A dark cloud gathers over Pristina after Owen’s marriage to Dolores, a Mexican beauty from an impoverished aristocratic family. She had thought she was marrying an American millionaire who would help her escape the desert, but instead finds herself cut off from the advancing civilization she yearns to join. As the mercury market bottoms out, Dolores musters enough courage for an act of defiance against Owen that divides the community’s allegiances.

Emerging into this combustible mix is their only child, Victoria, a remarkably talented girl who inherits her father romanticism and her mother’s independence. Owen grooms Victoria to be the inheritor of Pristina, a role she embraces with zest and earnestness. However, as age, love, and experience cause Owen to modify his original vision, Victoria remains true to Pristina’s founding principles –setting them up for a major conflict that captures the imagination of the entire town.

My Review

The book basically follows Victoria’s life, since it begins with her birth. We have the three main characters, Victoria, Owen and Dolores, but there are important secondary characters such as Ysidro and Badinoe. 

The book, as I mentioned, starts with Victoria’s birth, Owen is utterly exited but Dolores goes through a slight post-partum depression. On the other hand, Ysidro, a young boy who dreams to start working in the mines has his first encounter with the shafts, when he is looking for Owen to deliver the news of Dolores starting labor. This encounter will mark the rest of his life and will dictate the road that he takes. Also, we are introduced to the town’s doctor, Badinoe, who seems gloomy and determined to demonstrate to Owen the dangers of mercury poison.

From the beginning the book is well written, with an easy to follow language (not over the top mine terminology), and a nice rhythm. However, I didn’t find myself yearning to continue reading, which is way it took me 2 weeks to finish the book.  I think the books is properly researched too, the references to Roman gods, different aspects of the town at the time described, etc, where beautifully described. I have to say though, (**SPOILER**) that the tongue cast that Victoria has at a certain moment, is just not plausible, for she would not be aspirate with an immobilized tongue, let alone swallow (**END OF SPOILER**).  

The big minus for me in this book, is the fact that a lot of situations where introduced and were either never resolved, or appear there to explain another happening, but I found them to be unnecessary. Example of the first is the mercury poisoning Badinoe was pushing in the first pages…then it gets lost, I thought we would get cases of serious mercury poisoning and Owen’s problem with it, but no. For the second, I come back to Victoria’s accident…I just didn’t get the need for this moment of the story, unless it was to introduce the serpents in the story, in which case, I still find the accident unnecessary. 

I liked the way the story fuses with the war, how it touches segregation and different cultural positions considered normal for the time, and the idea of a pristine community (hence the name Pristina) and the precepts established by Owen. But a little bit more of Owen’s past would’ve made it easier to understand why he dreamed of this society. 

On a personal note I did not enjoy the throwing of Spanish words here and there.
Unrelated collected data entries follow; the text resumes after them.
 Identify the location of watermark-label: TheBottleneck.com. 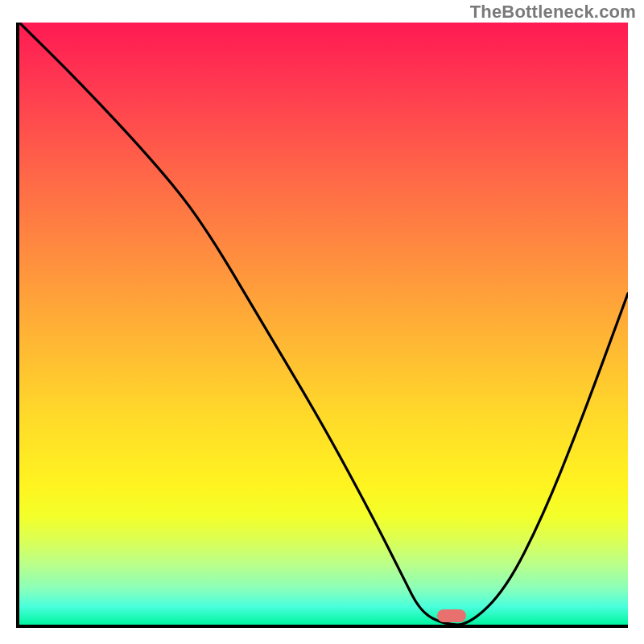
(553, 12).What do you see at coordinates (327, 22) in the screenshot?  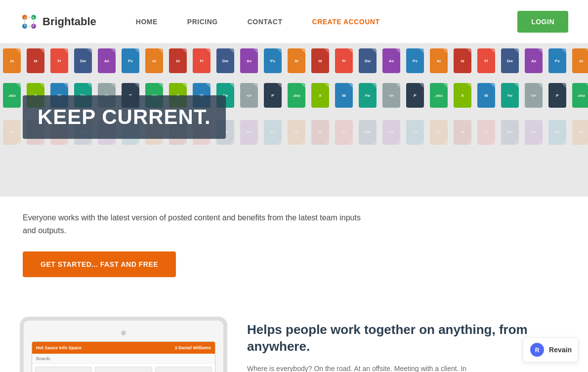 I see `main-nav: HOME PRICING CONTACT CREATE ACCOUNT` at bounding box center [327, 22].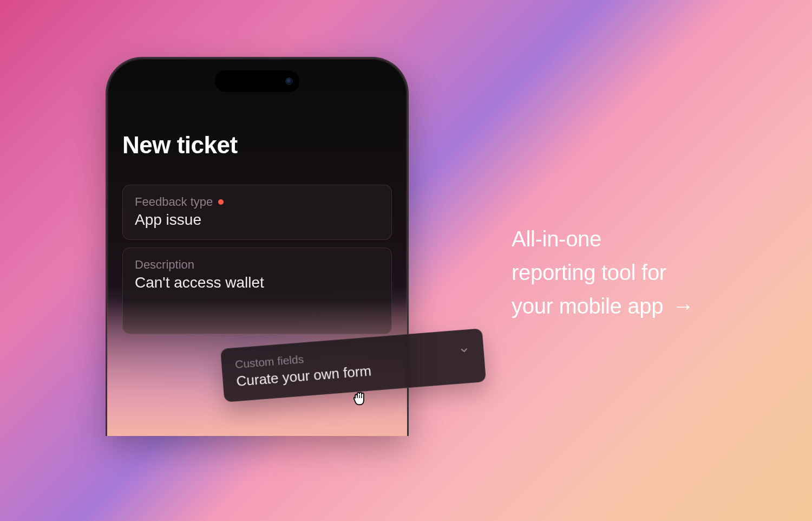 The height and width of the screenshot is (521, 812). I want to click on camera-icon, so click(289, 81).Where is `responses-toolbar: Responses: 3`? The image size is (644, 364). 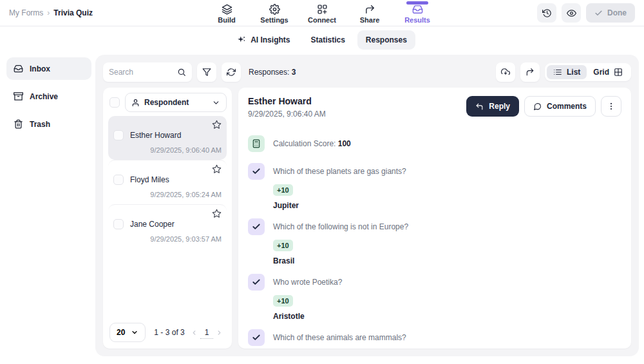
responses-toolbar: Responses: 3 is located at coordinates (367, 72).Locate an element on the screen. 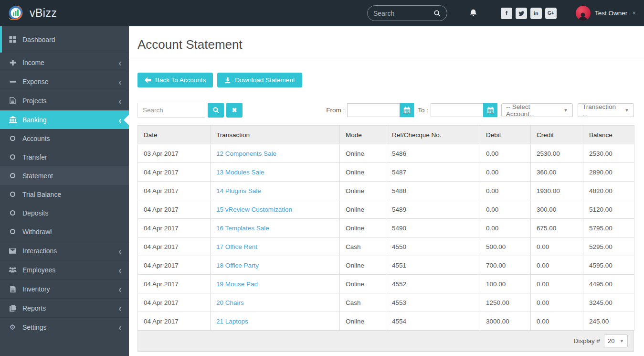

I assume the reason is the fact that we the story takes place in the border with Mexico, but as a Hispanic person, I can tell you that I do not go around throwing Spanish words in my English or French conversations, unless I can’t find the word. But as I mentioned, that is more personal. It also bothers me when the Hispanic character in a movie speaks perfect English but can only say “Por favor”, because apparently he never learned how to say “Please”.

Anyway, back to the book. I think Ms. Factor should be very proud of her first novel, it was well presented, very well written, and the story had a lot of potential. I think she still has to find that extra that forces you to continue reading, even though is 3 am, but I believe she will find it with a little bit of time.